A comprehensive peace agreement signed Sunday marks the end of Sudan's civil war, which has cost more than 2 million lives since 1983. John Garagn, the country's main rebel leader who signed the agreement along with Sudan's vice president, said the deal will bring independence to all Sudanese for the first time and transform the nation, guaranteeing equality for all races, ethnic groups, and religions. US Secretary of State Colin Powell, who signed on as a witness, warned the parties that they must exercise their new partnership immediately to resolve the crisis in Darfur.

Internal audits of the UN's oil-for-food program reveal significant lapses in oversight that allowed contractors to overcharge by hundreds of thousands of dollars, according to copies of the audits obtained by The Associated Press.

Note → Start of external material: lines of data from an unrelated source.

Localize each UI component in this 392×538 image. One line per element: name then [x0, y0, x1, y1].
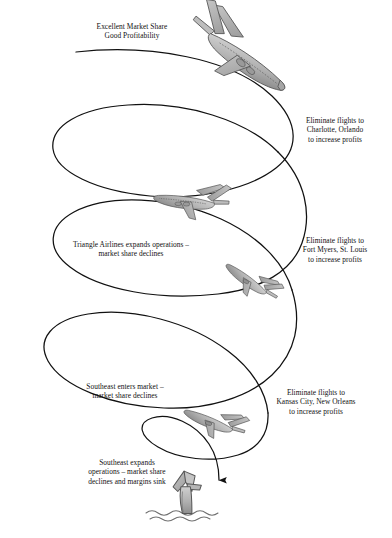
caption-eliminate-fort-myers-st-louis: Eliminate flights to Fort Myers, St. Lou… — [280, 236, 390, 264]
caption-line: Eliminate flights to — [283, 116, 387, 125]
caption-line: to increase profits — [283, 135, 387, 144]
caption-line: Good Profitability — [68, 31, 196, 40]
caption-line: market share declines — [50, 249, 212, 258]
caption-line: declines and margins sink — [56, 477, 198, 486]
caption-excellent-market-share: Excellent Market Share Good Profitabilit… — [68, 22, 196, 41]
caption-eliminate-kansas-city-new-orleans: Eliminate flights to Kansas City, New Or… — [248, 388, 384, 416]
caption-line: Excellent Market Share — [68, 22, 196, 31]
caption-line: Triangle Airlines expands operations – — [50, 240, 212, 249]
caption-line: to increase profits — [248, 407, 384, 416]
caption-eliminate-charlotte-orlando: Eliminate flights to Charlotte, Orlando … — [283, 116, 387, 144]
caption-line: Southeast expands — [56, 458, 198, 467]
caption-line: operations – market share — [56, 467, 198, 476]
caption-line: market share declines — [56, 391, 194, 400]
caption-line: to increase profits — [280, 255, 390, 264]
caption-line: Charlotte, Orlando — [283, 125, 387, 134]
caption-triangle-airlines-expands: Triangle Airlines expands operations – m… — [50, 240, 212, 259]
caption-line: Eliminate flights to — [248, 388, 384, 397]
caption-southeast-expands-operations: Southeast expands operations – market sh… — [56, 458, 198, 486]
diagram-canvas: Excellent Market Share Good Profitabilit… — [0, 0, 392, 538]
caption-southeast-enters-market: Southeast enters market – market share d… — [56, 382, 194, 401]
caption-line: Kansas City, New Orleans — [248, 397, 384, 406]
caption-line: Fort Myers, St. Louis — [280, 245, 390, 254]
caption-line: Eliminate flights to — [280, 236, 390, 245]
caption-line: Southeast enters market – — [56, 382, 194, 391]
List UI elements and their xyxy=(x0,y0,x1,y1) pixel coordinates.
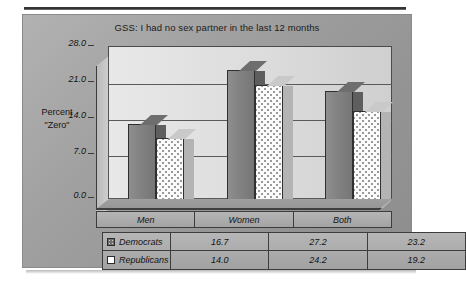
y-tick-label-21: 21.0 xyxy=(52,74,86,84)
value-democrats-women: 27.2 xyxy=(269,233,367,250)
y-tick-label-7: 7.0 xyxy=(52,146,86,156)
chart-panel: GSS: I had no sex partner in the last 12… xyxy=(22,14,412,268)
table-row[interactable]: Republicans 14.0 24.2 19.2 xyxy=(103,251,465,269)
chart-title: GSS: I had no sex partner in the last 12… xyxy=(22,22,412,33)
legend-swatch-republicans-icon xyxy=(107,256,115,264)
legend-entry-republicans[interactable]: Republicans xyxy=(103,251,171,269)
legend-entry-democrats[interactable]: Democrats xyxy=(103,233,171,250)
y-tick-mark-0 xyxy=(88,197,94,198)
bar-democrats-men[interactable] xyxy=(128,124,156,209)
bar-side-face xyxy=(184,139,194,208)
legend-swatch-democrats-icon xyxy=(107,238,115,246)
bar-republicans-women[interactable] xyxy=(255,85,283,209)
legend-label-democrats: Democrats xyxy=(119,237,163,247)
y-tick-label-14: 14.0 xyxy=(52,110,86,120)
y-axis-line-back xyxy=(108,56,109,199)
value-democrats-both: 23.2 xyxy=(368,233,465,250)
legend-label-republicans: Republicans xyxy=(119,255,169,265)
value-republicans-women: 24.2 xyxy=(269,251,367,269)
y-tick-mark-21 xyxy=(88,81,94,82)
y-tick-mark-28 xyxy=(88,45,94,46)
table-row[interactable]: Democrats 16.7 27.2 23.2 xyxy=(103,233,465,251)
y-tick-mark-7 xyxy=(88,153,94,154)
category-header-women: Women xyxy=(195,212,293,227)
bar-republicans-men[interactable] xyxy=(156,138,184,209)
y-tick-mark-14 xyxy=(88,117,94,118)
y-tick-label-0: 0.0 xyxy=(52,190,86,200)
value-democrats-men: 16.7 xyxy=(171,233,269,250)
bar-side-face xyxy=(283,86,293,208)
bar-democrats-both[interactable] xyxy=(325,91,353,209)
top-divider-rule xyxy=(24,7,406,10)
legend-value-table: Democrats 16.7 27.2 23.2 Republicans 14.… xyxy=(102,232,466,270)
y-tick-label-28: 28.0 xyxy=(52,38,86,48)
plot-area xyxy=(96,56,392,209)
bar-side-face xyxy=(381,112,391,208)
category-header-both: Both xyxy=(294,212,391,227)
plot-baseline-edge xyxy=(96,208,380,210)
y-axis-line-front xyxy=(96,66,97,209)
bar-republicans-both[interactable] xyxy=(353,111,381,209)
category-header-row: Men Women Both xyxy=(96,211,392,228)
value-republicans-both: 19.2 xyxy=(368,251,465,269)
bar-democrats-women[interactable] xyxy=(227,70,255,209)
category-header-men: Men xyxy=(97,212,195,227)
value-republicans-men: 14.0 xyxy=(171,251,269,269)
y-axis-title-line2: "Zero" xyxy=(26,119,88,132)
panel-drop-shadow xyxy=(26,270,416,274)
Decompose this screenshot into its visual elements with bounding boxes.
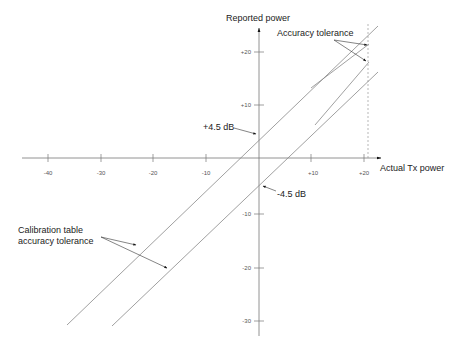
y-tick-label: -10 — [242, 211, 251, 217]
x-tick-label: -30 — [97, 170, 106, 176]
lower-accuracy-line — [315, 62, 369, 125]
calibration-label-line2: accuracy tolerance — [18, 236, 94, 246]
accuracy-tolerance-label: Accuracy tolerance — [277, 28, 354, 38]
x-tick-label: -20 — [149, 170, 158, 176]
minus-offset-label: -4.5 dB — [277, 189, 306, 199]
power-accuracy-diagram: -40 -30 -20 -10 +10 +20 +20 +10 -10 -20 … — [0, 0, 456, 349]
y-axis-label: Reported power — [226, 13, 290, 23]
lower-calibration-line — [112, 72, 378, 326]
x-tick-label: +10 — [308, 170, 319, 176]
x-axis-label: Actual Tx power — [380, 163, 444, 173]
y-tick-label: +10 — [241, 102, 252, 108]
plus-offset-label: +4.5 dB — [203, 122, 234, 132]
y-tick-label: +20 — [241, 49, 252, 55]
y-tick-label: -20 — [242, 265, 251, 271]
x-tick-label: -40 — [44, 170, 53, 176]
annotation-arrows — [101, 40, 367, 268]
upper-calibration-line — [67, 26, 378, 325]
calibration-label-line1: Calibration table — [18, 225, 83, 235]
upper-accuracy-line — [311, 44, 369, 88]
y-tick-label: -30 — [242, 318, 251, 324]
x-tick-label: -10 — [202, 170, 211, 176]
x-tick-label: +20 — [359, 170, 370, 176]
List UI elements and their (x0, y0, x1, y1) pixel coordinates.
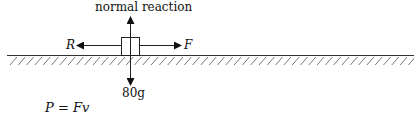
weight-label: 80g (122, 87, 145, 99)
normal-reaction-label: normal reaction (95, 1, 192, 13)
force-label: F (184, 39, 192, 51)
power-equation: P = Fv (45, 101, 89, 114)
ground-hatching (10, 57, 414, 65)
force-diagram (0, 0, 414, 114)
resistance-label: R (66, 39, 75, 51)
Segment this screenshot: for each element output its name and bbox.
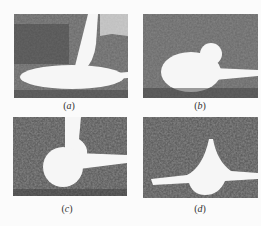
figure: (a) (b) (c) [0,0,261,226]
panel-a-image [14,14,128,98]
panel-d-label: (d) [180,203,220,214]
panel-b-label: (b) [180,100,220,111]
panel-a-label: (a) [49,100,89,111]
panel-b-image [143,14,258,98]
panel-c-label: (c) [47,203,87,214]
panel-c-image [13,117,127,196]
panel-d-image [143,117,258,198]
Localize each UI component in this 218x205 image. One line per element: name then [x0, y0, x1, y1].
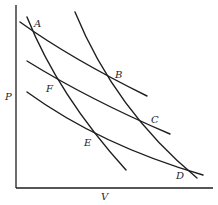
point-label-e: E: [83, 137, 92, 148]
adiabat-left: [27, 17, 126, 170]
isotherm-bottom: [27, 92, 203, 175]
point-label-f: F: [45, 83, 54, 94]
point-label-c: C: [151, 114, 159, 125]
x-axis-label: V: [101, 191, 110, 202]
axes: [16, 5, 213, 188]
point-label-a: A: [33, 18, 41, 29]
adiabat-right: [75, 12, 197, 178]
point-label-b: B: [114, 69, 122, 80]
isotherm-middle: [27, 61, 170, 134]
point-label-d: D: [175, 170, 184, 181]
pv-diagram: A B C D E F P V: [0, 0, 218, 205]
y-axis-label: P: [4, 91, 12, 102]
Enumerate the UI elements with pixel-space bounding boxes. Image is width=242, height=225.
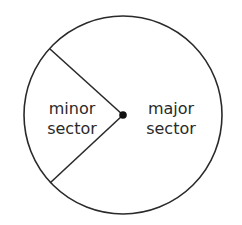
minor-sector-label-line1: minor (49, 99, 96, 118)
center-point (119, 111, 127, 119)
sector-diagram: minor sector major sector (0, 0, 242, 225)
major-sector-label-line2: sector (146, 119, 196, 138)
major-sector-label-line1: major (148, 99, 195, 118)
minor-sector-label-line2: sector (47, 119, 97, 138)
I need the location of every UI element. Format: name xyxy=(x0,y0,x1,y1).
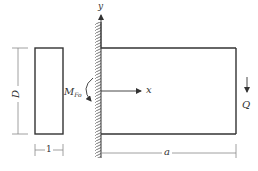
height-label-text: D xyxy=(10,90,21,98)
fixed-wall xyxy=(95,22,101,158)
moment-arrow xyxy=(86,78,93,101)
diagram-canvas: y x D 1 a Q MFo xyxy=(0,0,258,171)
height-label: D xyxy=(11,90,21,98)
cross-section-rect xyxy=(35,48,63,134)
length-label: a xyxy=(164,147,170,157)
thickness-label: 1 xyxy=(46,145,52,154)
moment-label-subscript: Fo xyxy=(74,91,81,98)
y-axis-label: y xyxy=(98,2,103,11)
diagram-svg xyxy=(0,0,258,171)
moment-label-main: M xyxy=(64,86,74,97)
x-axis-label: x xyxy=(146,85,152,95)
load-label: Q xyxy=(242,100,250,110)
moment-label: MFo xyxy=(64,87,82,98)
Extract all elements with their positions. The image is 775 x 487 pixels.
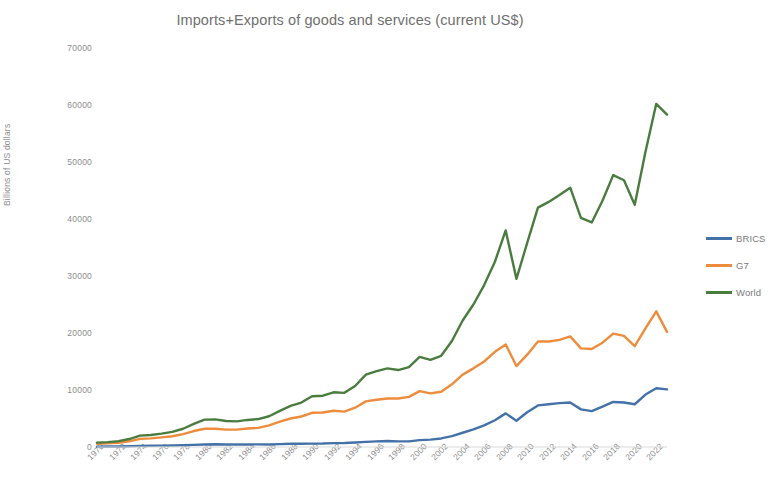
line-chart: Imports+Exports of goods and services (c… <box>0 0 775 487</box>
plot-area <box>0 0 775 487</box>
series-line-g7 <box>97 311 667 443</box>
series-line-world <box>97 104 667 443</box>
legend-label: World <box>736 287 761 298</box>
chart-legend: BRICSG7World <box>706 225 775 306</box>
legend-label: BRICS <box>736 233 766 244</box>
legend-item-world[interactable]: World <box>706 279 775 306</box>
legend-swatch-icon <box>706 291 732 294</box>
legend-swatch-icon <box>706 237 732 240</box>
series-lines <box>97 104 667 447</box>
legend-swatch-icon <box>706 264 732 267</box>
legend-item-g7[interactable]: G7 <box>706 252 775 279</box>
legend-item-brics[interactable]: BRICS <box>706 225 775 252</box>
legend-label: G7 <box>736 260 749 271</box>
series-line-brics <box>97 388 667 446</box>
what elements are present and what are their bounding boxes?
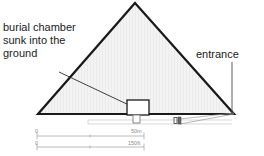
pyramid-cross-section-diagram: burial chamber sunk into the ground entr… bbox=[0, 0, 264, 156]
scale-imperial-max-label: 150ft bbox=[128, 140, 140, 146]
scale-metric-max-label: 50m bbox=[131, 128, 142, 134]
burial-chamber-annotation: burial chamber sunk into the ground bbox=[3, 21, 76, 60]
burial-chamber-line-3: ground bbox=[3, 47, 76, 60]
scale-imperial-zero-label: 0 bbox=[35, 140, 38, 146]
scale-metric-zero-label: 0 bbox=[35, 128, 38, 134]
burial-chamber-box bbox=[127, 100, 149, 115]
burial-chamber-line-2: sunk into the bbox=[3, 34, 76, 47]
burial-chamber-line-1: burial chamber bbox=[3, 21, 76, 34]
passage-marker bbox=[174, 118, 177, 124]
chamber-shaft bbox=[133, 115, 140, 123]
passage-marker-block bbox=[178, 117, 181, 124]
entrance-annotation: entrance bbox=[196, 48, 239, 61]
entrance-slope-lower bbox=[180, 114, 234, 124]
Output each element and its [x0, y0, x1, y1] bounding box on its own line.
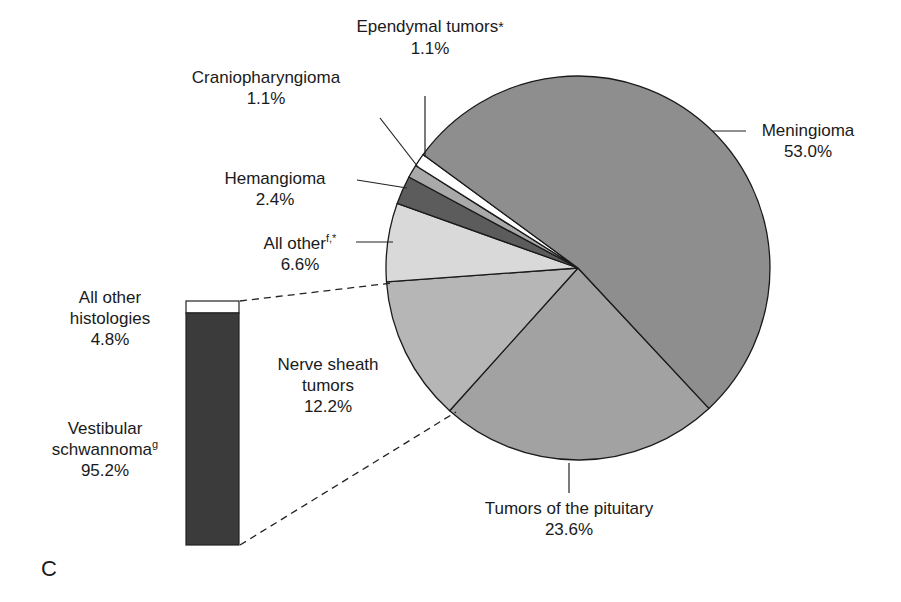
label-nerve: Nerve sheath tumors 12.2%: [263, 354, 393, 417]
label-value: 95.2%: [35, 460, 175, 481]
bar-segment-vestibular: [186, 313, 239, 545]
leader-cranio: [380, 118, 418, 167]
label-sup: *: [498, 19, 503, 35]
label-bar-other: All other histologies 4.8%: [55, 287, 165, 350]
pie-slices: [386, 76, 770, 460]
label-value: 2.4%: [210, 189, 340, 210]
label-pituitary: Tumors of the pituitary 23.6%: [459, 498, 679, 540]
label-value: 4.8%: [55, 329, 165, 350]
connector-dashed-bottom: [240, 412, 456, 545]
label-text: Tumors of the pituitary: [459, 498, 679, 519]
label-value: 1.1%: [180, 88, 352, 109]
label-allother: All otherf,* 6.6%: [250, 233, 350, 275]
label-text-2: schwannoma: [52, 440, 152, 459]
leader-hemangioma: [357, 180, 407, 188]
label-text: Craniopharyngioma: [180, 67, 352, 88]
label-text: Hemangioma: [210, 168, 340, 189]
label-value: 6.6%: [250, 254, 350, 275]
label-text-2: tumors: [263, 375, 393, 396]
label-text: Vestibular: [35, 418, 175, 439]
label-text: Meningioma: [748, 120, 868, 141]
label-hemangioma: Hemangioma 2.4%: [210, 168, 340, 210]
label-text: Nerve sheath: [263, 354, 393, 375]
bar-segment-other: [186, 301, 239, 313]
label-text-2: histologies: [55, 308, 165, 329]
label-value: 53.0%: [748, 141, 868, 162]
label-value: 12.2%: [263, 396, 393, 417]
label-bar-vestibular: Vestibular schwannomag 95.2%: [35, 418, 175, 481]
label-ependymal: Ependymal tumors* 1.1%: [345, 16, 515, 59]
label-meningioma: Meningioma 53.0%: [748, 120, 868, 162]
label-cranio: Craniopharyngioma 1.1%: [180, 67, 352, 109]
breakdown-bar: [186, 301, 239, 545]
label-text: Ependymal tumors: [356, 17, 498, 36]
label-text: All other: [264, 234, 326, 253]
label-sup: f,*: [326, 232, 336, 244]
panel-label: C: [41, 556, 57, 582]
label-sup: g: [152, 438, 158, 450]
connector-dashed-top: [240, 283, 392, 301]
label-value: 1.1%: [345, 38, 515, 59]
label-value: 23.6%: [459, 519, 679, 540]
label-text: All other: [55, 287, 165, 308]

An independent panel led by former Federal Reserve Chairman Paul Volcker, who was appointed in April by UN Secretary-General Kofi Annan to investigate corruption at the oil-for-food program, was set to release 400 pages of the audits on Monday. In an interview published Friday in the New York Times, Volcker said that "there's enough smoke there that we know there was some monkey business."

The US military acknowledged it dropped a 500-pound bomb on the wrong house outside Mosul. The owner of the house, as well as an AP photographer on the scene, said the bomb killed 14 people, but the US military said only five people were killed. The incident comes at a delicate time, just three weeks before elections many say should be postponed.